Moon must have realized the value of the Saemaul Movement. He immediately directed that projects from the past administrations should be continued if they were successful.

When Former German Chancellor Helmut Kohl passed away in June, Moon posted on Facebook, “The Ostpolitik that began exchanges with East Germany was maintained after administration change, and Chancellor Kohl led Germany into reunification. His legacy is especially meaningful to Korea.”

Moon’s insight is correct. It is also noteworthy that Kohl had criticized Ostpolitik before taking office. His greatness was the flexibility to embrace a policy of the previous administration because it was right. Sometimes, good policies are scrapped simply because they were conceived by a past administration.

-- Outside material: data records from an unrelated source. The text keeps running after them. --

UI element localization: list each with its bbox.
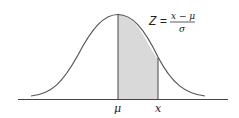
formula-denominator: σ (179, 24, 186, 34)
x-label: x (155, 102, 162, 115)
mean-label: μ (114, 102, 121, 115)
formula-lhs: Z = (148, 14, 167, 28)
normal-distribution-diagram: μ x Z = x − μ σ (0, 0, 239, 118)
formula-numerator: x − μ (171, 11, 195, 21)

South Chungcheong Governor Ahn Hee-jung said during a primary in January that changing everything wasn’t wise and that he would continue “green growth” and “creative economy”policies from the Lee Myung-bak and Park Geun-hye administrations, respectively.
If Moon embraces policies from the previous administration, he can thaw the frozen hearts of his opponents. That would be the politics of tolerance.

JoongAng Ilbo, Nov. 22, Page 34

*The author is an editorial writer of the JoongAng Ilbo.